Access and Feeds

Deepfakes: Trying to Make Sense of What’s Real and What’s Not

By Dick Weisinger

Deepfakes are videos or images that have been altered in ways to make it difficult to detect that it is not authentic. Deepfakes often make celebrities and public figures say things or appear in situations that are a spoof on reality or an attempt to deceive the viewer.

Deepfakes have evolved from early days of photoshop alterations to images to now increasingly sophisticated alterations of videos and images. The problem is that it can become difficult for people to know when something is real or synthetic.

In order to combat deepfakes, Facebook, Microsoft and Amazon offered a ‘deepfake deteection challenge‘ to developers to create an algorithm that can spot when a video or image is fake or not.

The results of the competition were not that encouraging. Contestants were given 124k deepfake videos to train their algorithm with. Even with those known videos, the best algorithms were able to spot fakes on 85 percent of the time. When the algorithms were tested with a different set of 10,000 unreleased videos, the best algorithm dropped to only 65 percent accuracy.

Hany Farid, a professor at UC Berkeley, told Wired that “it’s all fine and good for helping human moderators, but it’s obviously not even close to the level of accuracy that you need. You need to make mistakes on the order of one in a billion, something like that.”

Andrew Gully, technical research manager at Google, said that “we know already how difficult it is to convince people in the face of their own biases. Detecting a deepfake video is hard enough, but that’s easy compared to how difficult it is to convince people of things they don’t want to believe.”

Mike Schroepfer, Facebook’s chief technology officer, said that “the lesson I learned the hard way over the last couple of years, is I want to be prepared in advance and not be caught flat footed. want to be really prepared for a lot of bad stuff that never happens rather than the other way around.”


### WHAT YOU WILL DO
Exactly the lines from the beginning of the records below through the line with "Image is 901x428 pixels." must be given again, without pictures.
MATERIAL PROVIDED below:
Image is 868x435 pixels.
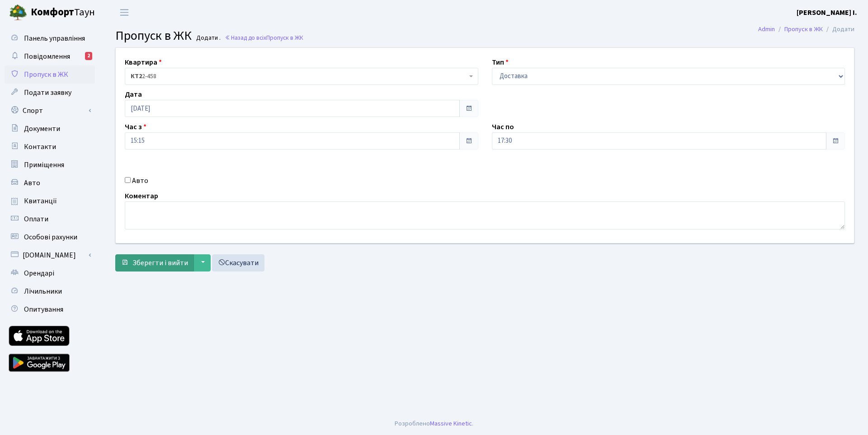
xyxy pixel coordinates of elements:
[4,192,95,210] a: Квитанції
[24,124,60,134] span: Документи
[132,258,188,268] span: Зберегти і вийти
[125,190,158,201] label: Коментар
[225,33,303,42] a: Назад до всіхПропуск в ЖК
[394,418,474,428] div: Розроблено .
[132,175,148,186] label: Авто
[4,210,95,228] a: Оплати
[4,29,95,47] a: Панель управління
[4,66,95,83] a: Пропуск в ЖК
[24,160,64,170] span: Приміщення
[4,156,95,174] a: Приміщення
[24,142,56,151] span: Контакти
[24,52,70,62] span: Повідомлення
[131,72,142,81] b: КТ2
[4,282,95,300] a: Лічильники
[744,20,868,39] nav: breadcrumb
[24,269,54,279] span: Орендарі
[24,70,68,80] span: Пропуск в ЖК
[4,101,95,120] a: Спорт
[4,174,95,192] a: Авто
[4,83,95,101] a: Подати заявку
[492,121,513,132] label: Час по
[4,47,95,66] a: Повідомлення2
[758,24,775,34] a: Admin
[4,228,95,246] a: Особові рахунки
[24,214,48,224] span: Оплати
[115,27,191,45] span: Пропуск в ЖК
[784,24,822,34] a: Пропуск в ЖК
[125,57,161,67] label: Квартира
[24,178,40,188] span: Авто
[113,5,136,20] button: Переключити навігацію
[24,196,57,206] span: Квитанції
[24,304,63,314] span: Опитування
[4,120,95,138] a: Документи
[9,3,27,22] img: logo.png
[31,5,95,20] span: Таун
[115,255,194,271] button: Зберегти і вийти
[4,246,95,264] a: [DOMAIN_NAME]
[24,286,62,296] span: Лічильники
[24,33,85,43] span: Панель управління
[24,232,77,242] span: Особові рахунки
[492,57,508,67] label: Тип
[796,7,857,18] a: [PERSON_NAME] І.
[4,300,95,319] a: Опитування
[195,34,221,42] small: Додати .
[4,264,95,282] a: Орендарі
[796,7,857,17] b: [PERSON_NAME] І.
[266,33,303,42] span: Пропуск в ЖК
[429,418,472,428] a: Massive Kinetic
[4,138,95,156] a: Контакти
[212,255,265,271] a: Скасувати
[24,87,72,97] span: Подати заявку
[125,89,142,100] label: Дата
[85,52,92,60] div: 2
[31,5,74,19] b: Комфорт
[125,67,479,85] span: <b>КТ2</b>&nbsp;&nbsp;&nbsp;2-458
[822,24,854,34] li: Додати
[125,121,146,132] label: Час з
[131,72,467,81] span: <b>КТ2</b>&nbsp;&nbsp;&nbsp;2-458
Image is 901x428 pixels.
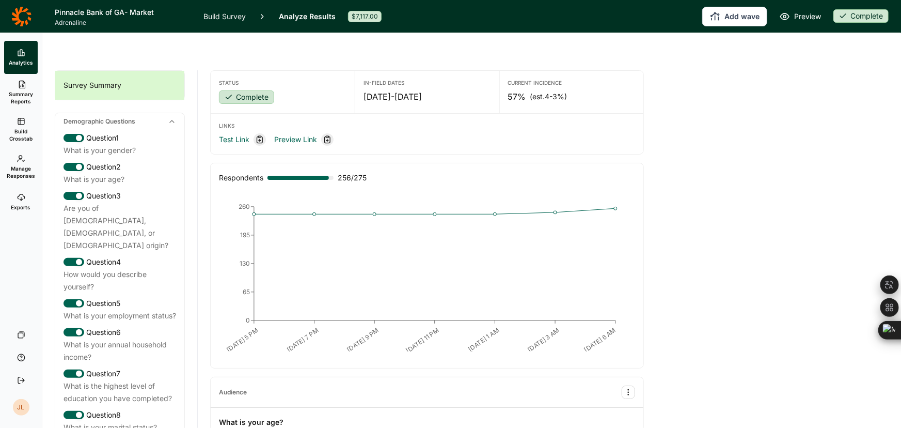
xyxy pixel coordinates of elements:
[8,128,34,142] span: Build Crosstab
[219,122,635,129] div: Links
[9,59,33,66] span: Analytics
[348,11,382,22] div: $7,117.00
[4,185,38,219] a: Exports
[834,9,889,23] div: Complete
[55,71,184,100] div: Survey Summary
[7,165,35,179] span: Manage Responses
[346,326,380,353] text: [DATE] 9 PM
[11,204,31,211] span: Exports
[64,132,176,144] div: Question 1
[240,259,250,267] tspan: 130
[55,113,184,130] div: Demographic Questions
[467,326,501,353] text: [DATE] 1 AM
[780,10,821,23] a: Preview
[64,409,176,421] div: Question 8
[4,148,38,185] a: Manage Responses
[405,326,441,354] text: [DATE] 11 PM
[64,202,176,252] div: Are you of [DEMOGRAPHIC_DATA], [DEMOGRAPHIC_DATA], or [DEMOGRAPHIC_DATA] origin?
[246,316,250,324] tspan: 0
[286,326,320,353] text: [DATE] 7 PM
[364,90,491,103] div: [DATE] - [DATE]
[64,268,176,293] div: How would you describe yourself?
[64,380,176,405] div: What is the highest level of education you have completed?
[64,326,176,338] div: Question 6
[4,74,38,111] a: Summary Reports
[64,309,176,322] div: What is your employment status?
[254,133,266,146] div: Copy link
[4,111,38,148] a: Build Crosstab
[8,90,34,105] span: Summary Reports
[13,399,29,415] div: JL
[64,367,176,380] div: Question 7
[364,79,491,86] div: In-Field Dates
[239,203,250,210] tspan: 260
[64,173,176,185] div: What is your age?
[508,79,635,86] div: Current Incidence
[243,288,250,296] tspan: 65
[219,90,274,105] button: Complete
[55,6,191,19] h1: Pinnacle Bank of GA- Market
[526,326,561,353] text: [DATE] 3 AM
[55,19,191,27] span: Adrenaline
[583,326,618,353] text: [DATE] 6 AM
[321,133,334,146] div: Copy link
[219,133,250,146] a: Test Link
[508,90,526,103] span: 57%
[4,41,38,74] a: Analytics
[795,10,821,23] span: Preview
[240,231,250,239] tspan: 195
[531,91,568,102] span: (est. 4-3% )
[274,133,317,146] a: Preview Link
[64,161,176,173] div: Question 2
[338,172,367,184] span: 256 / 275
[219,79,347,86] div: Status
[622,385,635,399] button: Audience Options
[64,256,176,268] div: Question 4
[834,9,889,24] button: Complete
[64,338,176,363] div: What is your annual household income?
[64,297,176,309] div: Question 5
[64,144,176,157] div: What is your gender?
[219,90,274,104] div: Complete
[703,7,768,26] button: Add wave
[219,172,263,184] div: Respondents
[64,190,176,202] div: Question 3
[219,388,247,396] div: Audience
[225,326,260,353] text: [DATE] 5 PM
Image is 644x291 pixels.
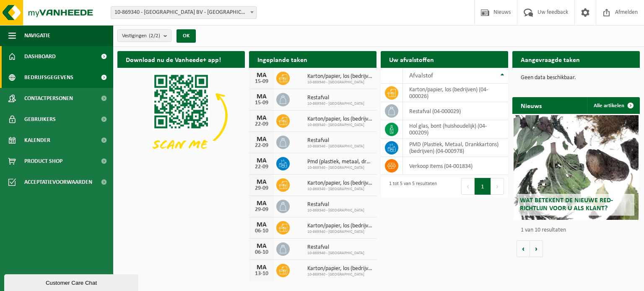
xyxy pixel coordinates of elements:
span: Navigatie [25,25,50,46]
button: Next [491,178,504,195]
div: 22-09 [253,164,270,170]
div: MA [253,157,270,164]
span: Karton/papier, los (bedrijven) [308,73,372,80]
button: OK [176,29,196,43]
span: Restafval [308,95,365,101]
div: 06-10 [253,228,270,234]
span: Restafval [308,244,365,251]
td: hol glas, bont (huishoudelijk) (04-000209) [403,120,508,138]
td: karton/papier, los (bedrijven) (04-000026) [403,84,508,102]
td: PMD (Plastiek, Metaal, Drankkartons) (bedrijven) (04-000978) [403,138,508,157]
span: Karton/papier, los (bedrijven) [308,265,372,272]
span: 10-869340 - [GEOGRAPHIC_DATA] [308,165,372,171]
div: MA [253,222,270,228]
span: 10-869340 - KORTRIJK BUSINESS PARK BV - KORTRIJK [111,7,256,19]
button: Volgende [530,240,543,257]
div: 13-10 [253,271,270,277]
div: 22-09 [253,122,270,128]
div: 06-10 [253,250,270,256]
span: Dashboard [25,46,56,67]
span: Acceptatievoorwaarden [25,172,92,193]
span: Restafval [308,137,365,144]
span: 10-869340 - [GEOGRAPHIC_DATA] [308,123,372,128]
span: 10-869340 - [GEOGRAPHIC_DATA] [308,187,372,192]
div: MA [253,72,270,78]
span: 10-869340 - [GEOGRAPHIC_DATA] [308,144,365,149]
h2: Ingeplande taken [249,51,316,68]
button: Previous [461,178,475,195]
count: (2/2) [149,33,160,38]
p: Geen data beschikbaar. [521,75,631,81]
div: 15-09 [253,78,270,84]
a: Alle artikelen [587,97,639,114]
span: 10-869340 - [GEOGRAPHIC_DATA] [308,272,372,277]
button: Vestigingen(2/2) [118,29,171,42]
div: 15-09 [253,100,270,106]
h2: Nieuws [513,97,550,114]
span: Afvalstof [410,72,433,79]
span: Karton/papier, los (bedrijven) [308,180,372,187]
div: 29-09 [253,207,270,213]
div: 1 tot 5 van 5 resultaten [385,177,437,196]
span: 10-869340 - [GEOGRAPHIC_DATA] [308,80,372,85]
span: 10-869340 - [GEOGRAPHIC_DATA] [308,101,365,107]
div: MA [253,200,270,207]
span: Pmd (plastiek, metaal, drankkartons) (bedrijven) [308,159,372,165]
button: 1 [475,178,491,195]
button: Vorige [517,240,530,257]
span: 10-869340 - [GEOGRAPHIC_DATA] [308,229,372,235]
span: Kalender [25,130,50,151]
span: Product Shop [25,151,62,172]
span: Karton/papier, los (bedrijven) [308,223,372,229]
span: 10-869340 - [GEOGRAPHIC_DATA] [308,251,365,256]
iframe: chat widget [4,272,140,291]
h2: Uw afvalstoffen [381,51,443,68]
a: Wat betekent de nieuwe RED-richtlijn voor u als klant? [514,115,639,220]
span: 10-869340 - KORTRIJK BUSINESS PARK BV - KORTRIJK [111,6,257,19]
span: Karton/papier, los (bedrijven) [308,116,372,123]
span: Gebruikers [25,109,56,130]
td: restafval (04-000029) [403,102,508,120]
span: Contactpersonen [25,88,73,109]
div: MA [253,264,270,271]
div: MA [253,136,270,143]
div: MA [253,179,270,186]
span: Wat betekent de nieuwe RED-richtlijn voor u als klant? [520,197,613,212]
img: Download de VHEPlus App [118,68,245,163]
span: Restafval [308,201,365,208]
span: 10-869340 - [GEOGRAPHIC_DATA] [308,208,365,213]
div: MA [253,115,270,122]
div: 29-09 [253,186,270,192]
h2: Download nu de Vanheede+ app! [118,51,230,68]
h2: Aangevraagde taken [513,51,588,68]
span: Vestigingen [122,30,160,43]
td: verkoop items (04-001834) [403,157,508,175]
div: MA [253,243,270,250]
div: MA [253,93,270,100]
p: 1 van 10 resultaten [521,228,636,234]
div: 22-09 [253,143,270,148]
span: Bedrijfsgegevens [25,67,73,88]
End of MATERIAL PROVIDED.
### ANSWER SECTION
Image is 868x435 pixels.
xyxy pixel coordinates of elements:
[4,192,95,210] a: Квитанції
[24,124,60,134] span: Документи
[132,258,188,268] span: Зберегти і вийти
[125,190,158,201] label: Коментар
[225,33,303,42] a: Назад до всіхПропуск в ЖК
[394,418,474,428] div: Розроблено .
[132,175,148,186] label: Авто
[4,210,95,228] a: Оплати
[4,29,95,47] a: Панель управління
[4,66,95,83] a: Пропуск в ЖК
[24,160,64,170] span: Приміщення
[4,156,95,174] a: Приміщення
[24,142,56,151] span: Контакти
[24,52,70,62] span: Повідомлення
[131,72,142,81] b: КТ2
[4,282,95,300] a: Лічильники
[744,20,868,39] nav: breadcrumb
[24,269,54,279] span: Орендарі
[24,70,68,80] span: Пропуск в ЖК
[4,101,95,120] a: Спорт
[4,174,95,192] a: Авто
[4,83,95,101] a: Подати заявку
[492,121,513,132] label: Час по
[4,47,95,66] a: Повідомлення2
[758,24,775,34] a: Admin
[4,228,95,246] a: Особові рахунки
[24,214,48,224] span: Оплати
[115,27,191,45] span: Пропуск в ЖК
[784,24,822,34] a: Пропуск в ЖК
[125,57,161,67] label: Квартира
[24,178,40,188] span: Авто
[113,5,136,20] button: Переключити навігацію
[24,196,57,206] span: Квитанції
[24,304,63,314] span: Опитування
[4,120,95,138] a: Документи
[9,3,27,22] img: logo.png
[31,5,95,20] span: Таун
[115,255,194,271] button: Зберегти і вийти
[4,246,95,264] a: [DOMAIN_NAME]
[24,286,62,296] span: Лічильники
[24,33,85,43] span: Панель управління
[24,232,77,242] span: Особові рахунки
[492,57,508,67] label: Тип
[796,7,857,18] a: [PERSON_NAME] І.
[4,300,95,319] a: Опитування
[195,34,221,42] small: Додати .
[4,264,95,282] a: Орендарі
[796,7,857,17] b: [PERSON_NAME] І.
[266,33,303,42] span: Пропуск в ЖК
[429,418,472,428] a: Massive Kinetic
[4,138,95,156] a: Контакти
[212,255,265,271] a: Скасувати
[24,87,72,97] span: Подати заявку
[125,89,142,100] label: Дата
[85,52,92,60] div: 2
[31,5,74,19] b: Комфорт
[125,67,479,85] span: <b>КТ2</b>&nbsp;&nbsp;&nbsp;2-458
[822,24,854,34] li: Додати
[125,121,146,132] label: Час з
[131,72,467,81] span: <b>КТ2</b>&nbsp;&nbsp;&nbsp;2-458
Image is 901x428 pixels.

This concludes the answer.